Unprecedented environmental disaster, an establishment in denial and working people paying the price – Australia’s wildfires are a taste of the politics of climate change in the decades to come.
During the Second World War, Britain’s soldiers insisted that they were fighting for more than a return to the status quo – and the popular educational programmes they established helped to pave the way for Labour’s victory in 1945.
The march to war with Iran has begun, with the British government playing Trump’s tune – it’s time for all those opposed to another slaughter in the Middle East to organise a mass anti-war movement.
Jess Phillips wants to present herself as a truth-teller who is in touch with the concerns of ordinary people – but behind the shtick she is a candidate for whom PR matters more than politics.
In the weeks since her election victory, new Labour MP Charlotte Nichols has come under pressure to disown comments about the need to confront the far-right. She tells Tribune about her politics – and why anti-fascism is a cause she will never abandon.
There’s never been a more urgent time to support socialist alternatives to Britain’s right-wing media. If you believe in what Tribune is trying to do – here’s five ways to get behind us.

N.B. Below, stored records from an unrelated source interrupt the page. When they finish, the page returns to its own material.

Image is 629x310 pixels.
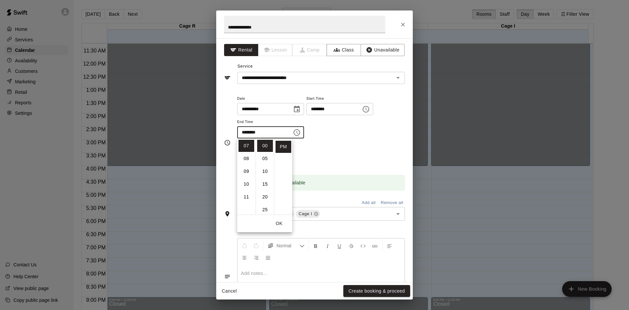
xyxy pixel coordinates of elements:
svg: Notes [224,273,231,280]
button: Open [394,209,403,218]
button: Choose time, selected time is 7:00 PM [290,126,303,139]
span: Start Time [306,94,373,103]
button: Remove all [379,198,405,208]
span: Lessons must be created in the Services page first [259,44,293,56]
li: 11 hours [239,191,254,203]
span: Normal [277,242,300,249]
button: Choose time, selected time is 6:00 PM [360,103,373,116]
button: Insert Link [369,240,380,251]
span: Cage I [296,210,315,217]
button: Formatting Options [265,240,307,251]
button: Format Italics [322,240,333,251]
li: 0 minutes [257,140,273,152]
button: Format Strikethrough [346,240,357,251]
span: Service [238,64,253,68]
button: Close [397,19,409,30]
ul: Select meridiem [274,138,292,214]
li: 9 hours [239,165,254,177]
button: Class [327,44,361,56]
span: Camps can only be created in the Services page [293,44,327,56]
button: Format Bold [310,240,321,251]
span: Notes [238,226,405,236]
ul: Select hours [237,138,256,214]
li: 15 minutes [257,178,273,190]
li: 25 minutes [257,204,273,216]
button: Choose date, selected date is Sep 15, 2025 [290,103,303,116]
button: Unavailable [361,44,405,56]
button: Right Align [251,251,262,263]
svg: Service [224,74,231,81]
button: Open [394,73,403,82]
button: Cancel [219,285,240,297]
button: Undo [239,240,250,251]
span: End Time [237,118,304,126]
li: PM [276,141,291,153]
button: Left Align [384,240,395,251]
li: 20 minutes [257,191,273,203]
div: Cage I [296,210,320,218]
button: Redo [251,240,262,251]
button: Justify Align [263,251,274,263]
button: Format Underline [334,240,345,251]
li: 10 minutes [257,165,273,177]
li: 10 hours [239,178,254,190]
button: Add all [358,198,379,208]
button: OK [269,217,290,229]
li: 8 hours [239,152,254,165]
button: Center Align [239,251,250,263]
ul: Select minutes [256,138,274,214]
button: Rental [224,44,259,56]
li: 7 hours [239,140,254,152]
svg: Timing [224,139,231,146]
button: Insert Code [358,240,369,251]
li: 5 minutes [257,152,273,165]
button: Create booking & proceed [343,285,410,297]
svg: Rooms [224,210,231,217]
span: Date [237,94,304,103]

50 years ago Irish republican socialist Bernadette Devlin was elected to Westminster. We take a look at her best-selling memoir, ‘The Price of My Soul,’ published the same year.
Maurice Dobb was one of John Maynard Keynes’ protégés – he was also a committed Marxist.
David Harvey on what neoliberalism is, where it came from – and why the concept is still relevant today.
Marx is often remembered as a political economist or philosopher. But he made his mark as a journalist.
The demise of secure work and the rise of ‘precarity’ is a theme of the modern world – and now, it’s finding its way onto the big screen.
Knighting Iain Duncan Smith – the man responsible for Universal Credit, the bedroom tax and ‘fit for work’ tests – shows just how much contempt the establishment has for ordinary people.
50 years ago, the Piazza Fontana bombing in Milan began Italy’s ‘Years of Lead’. Responses to the bombing and its aftermath would define Italian culture for decades to come.
Socialist historian E. P. Thompson brilliantly chronicled the ravages of early capitalism — and the fierce resistance it provoked.
In her latest book, Naomi Klein continues the cause of her career: arguing that a fundamentally new economic system is the only way to save society and the planet.
The ultimate aim of socialism is as simple as it is beautiful: the freeing of all people from domination, replacing stunted dreams and alienation with human flourishing and boundless creativity.
Socialists can’t wave away questions about what we propose the future should look like. We have to wrestle with them and put forward our vision of a world after capitalism.
During Christmas in 1914, soldiers dropped their weapons and resisted war.